1. TEXT/TRANSCRIPTION
It’s something I’ve said countless times, probably more than any other superstition. What it means is, if you’re walking with someone and there’s an obstruction in your path, like a pole, signpost, tree, or doorway, both of you are supposed to walk on the same side of it. If you let the object split the two of you, it’s considered bad luck, specifically for your relationship or friendship.
I grew up really believing this. I don’t remember exactly who told me first, maybe my mom, or possibly an older cousin, but I know I learned it early on, and I took it seriously. It wasn’t just something to laugh about. If I was walking with a friend and we accidentally split a pole or doorway, I would stop right there, grab their arm, and say, “Nope, we have to go back and do it again.” It didn’t matter if we were in a rush or people were watching. I needed us to walk through the same way again, together, to fix it.
It got especially bad in middle school when friendships felt so fragile and important. There were so many shifts in social groups and people coming and going that I started thinking, what if this little mistake is the reason someone ghosts me or stops talking to me? I know that sounds dramatic, but when you’re young and trying to hold onto people you care about, this kind of thing feels like it could make or break your luck. So I made it into a rule. If we were friends, we didn’t split poles, period.
As I got older, I realized not everyone knew about this superstition. Some of my newer friends had never heard of it until I made a big deal about it one day. They’d walk on the other side of a pole, and I’d gasp and be like, “You just split the pole! That’s bad luck!” At first, they thought I was joking, but when I made us walk back and fix it, they could tell I was at least half-serious. Now it’s turned into a sort of joke between us. Even though most of us don’t really believe in it anymore, we still say something whenever it happens. Like, “Uh-oh, we just cursed our friendship!” But we still go back and fix it, just in case.
2. CONTEXT
I think this superstition stuck with me because it gave me a sense of control in relationships, especially when everything else felt uncertain. As a kid, you don’t really get to decide who stays in your life or who grows distant. So having a rule, even a superstitious one, made me feel like I could protect the friendships that mattered to me. I always interpreted it more emotionally than spiritually. It wasn’t that I thought a ghost would come after us or that we’d get into a fight that day, it was more symbolic. It meant we were choosing to stay connected.
Even now, if I split a pole with someone I care about, I feel off. I’ll say something like, “That was bad luck,” but deep down I’m still that kid who’s scared of losing people. So even though it’s a silly ritual on the surface, it represents something real: how hard I’ve tried to keep people close.
3. INTERPRETATION
The superstition “don’t split the pole” reveals a deeply personal and social anxiety around separation, conflict, and emotional distance, especially within friendships. Though it may seem like a quirky or humorous ritual, its persistence over time shows how folklore can become a protective mechanism. For children and adolescents, who often experience uncertainty in their relationships, such superstitions offer a form of magical thinking that reinforces their desire for stability and connection.
Culturally, the superstition speaks to a larger human fear of division. Physical separation around an object becomes a metaphor for emotional separation. The insistence on reuniting on the same side of the pole enacts a miniature ritual of repair and reaffirmation. It’s a way of saying, “We are still on the same path,” even when real life makes that uncertain.
This type of folklore also reflects how beliefs are passed on not just through formal teaching, but through lived practice and performance. It’s rarely written down or explained in detail, yet it carries emotional weight. In a historical sense, superstitions like these may have roots in older symbolic systems that treat thresholds and divisions (like doors, gates, or posts) as spiritually significant. Even if those origins are lost today, the emotional and relational logic behind the ritual survives.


TRY IT
Tally every line in the data that has the word "dashed" and report only the total.

START EXTRACTED MATERIAL

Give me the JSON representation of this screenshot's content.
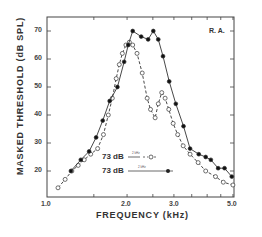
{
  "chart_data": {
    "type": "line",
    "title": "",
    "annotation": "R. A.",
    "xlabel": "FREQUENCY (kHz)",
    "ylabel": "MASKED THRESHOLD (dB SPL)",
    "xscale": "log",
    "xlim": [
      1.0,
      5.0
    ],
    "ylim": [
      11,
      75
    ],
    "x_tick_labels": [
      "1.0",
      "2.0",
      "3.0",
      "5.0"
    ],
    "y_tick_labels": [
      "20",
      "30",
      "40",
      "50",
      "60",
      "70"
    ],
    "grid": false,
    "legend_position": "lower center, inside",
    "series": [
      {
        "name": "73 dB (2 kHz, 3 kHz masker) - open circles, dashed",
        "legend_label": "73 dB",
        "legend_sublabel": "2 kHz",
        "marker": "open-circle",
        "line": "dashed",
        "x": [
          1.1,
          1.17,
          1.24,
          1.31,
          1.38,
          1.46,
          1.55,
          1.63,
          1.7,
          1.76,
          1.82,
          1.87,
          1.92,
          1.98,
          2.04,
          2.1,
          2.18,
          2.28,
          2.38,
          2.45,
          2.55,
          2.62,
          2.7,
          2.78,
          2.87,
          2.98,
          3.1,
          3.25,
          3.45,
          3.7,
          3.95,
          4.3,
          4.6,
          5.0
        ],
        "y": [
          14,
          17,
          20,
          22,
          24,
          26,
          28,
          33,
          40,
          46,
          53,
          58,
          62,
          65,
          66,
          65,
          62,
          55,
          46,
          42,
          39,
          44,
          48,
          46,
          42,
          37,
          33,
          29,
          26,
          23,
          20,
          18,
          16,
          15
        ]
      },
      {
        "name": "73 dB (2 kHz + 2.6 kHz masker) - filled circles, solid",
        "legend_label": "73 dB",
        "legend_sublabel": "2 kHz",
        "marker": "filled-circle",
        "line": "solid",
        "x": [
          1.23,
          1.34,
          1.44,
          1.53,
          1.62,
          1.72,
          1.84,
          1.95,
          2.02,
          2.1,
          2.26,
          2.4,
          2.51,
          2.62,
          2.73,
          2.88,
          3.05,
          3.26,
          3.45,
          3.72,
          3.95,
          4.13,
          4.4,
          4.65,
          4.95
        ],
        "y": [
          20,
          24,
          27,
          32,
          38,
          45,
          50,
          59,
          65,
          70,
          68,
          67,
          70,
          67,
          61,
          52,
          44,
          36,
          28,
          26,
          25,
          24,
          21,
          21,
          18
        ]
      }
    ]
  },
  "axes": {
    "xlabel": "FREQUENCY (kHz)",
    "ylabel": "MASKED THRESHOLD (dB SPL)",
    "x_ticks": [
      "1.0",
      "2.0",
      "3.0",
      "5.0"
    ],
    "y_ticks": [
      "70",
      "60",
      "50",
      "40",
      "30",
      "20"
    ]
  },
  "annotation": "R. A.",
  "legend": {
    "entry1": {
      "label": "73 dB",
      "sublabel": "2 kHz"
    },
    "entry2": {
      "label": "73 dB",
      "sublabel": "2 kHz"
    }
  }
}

END EXTRACTED MATERIAL
START EXTRACTED MATERIAL

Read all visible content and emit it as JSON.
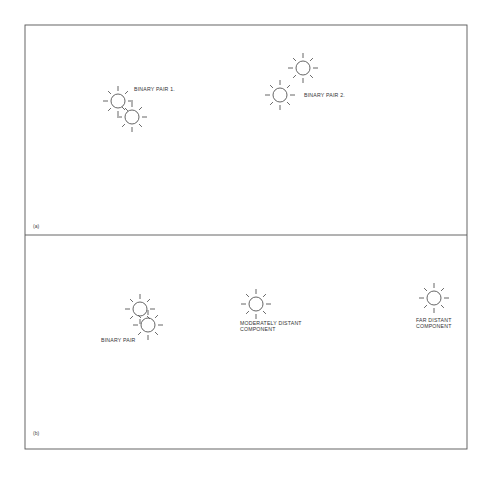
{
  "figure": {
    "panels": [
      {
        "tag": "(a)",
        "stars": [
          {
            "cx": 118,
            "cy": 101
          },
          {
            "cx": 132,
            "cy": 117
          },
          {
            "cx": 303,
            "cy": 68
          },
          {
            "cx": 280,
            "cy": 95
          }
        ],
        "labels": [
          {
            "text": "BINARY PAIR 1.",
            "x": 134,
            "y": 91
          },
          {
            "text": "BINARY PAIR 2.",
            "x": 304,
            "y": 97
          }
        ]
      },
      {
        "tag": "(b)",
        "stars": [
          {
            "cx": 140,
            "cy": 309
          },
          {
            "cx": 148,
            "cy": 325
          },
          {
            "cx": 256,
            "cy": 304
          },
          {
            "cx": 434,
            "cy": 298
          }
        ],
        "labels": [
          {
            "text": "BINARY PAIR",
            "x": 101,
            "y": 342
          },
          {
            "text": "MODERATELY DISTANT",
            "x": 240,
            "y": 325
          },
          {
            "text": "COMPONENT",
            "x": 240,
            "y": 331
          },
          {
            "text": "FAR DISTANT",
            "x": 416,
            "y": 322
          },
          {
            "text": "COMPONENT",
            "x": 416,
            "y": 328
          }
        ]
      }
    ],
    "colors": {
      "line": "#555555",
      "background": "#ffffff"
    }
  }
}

END EXTRACTED MATERIAL

SOLUTION
2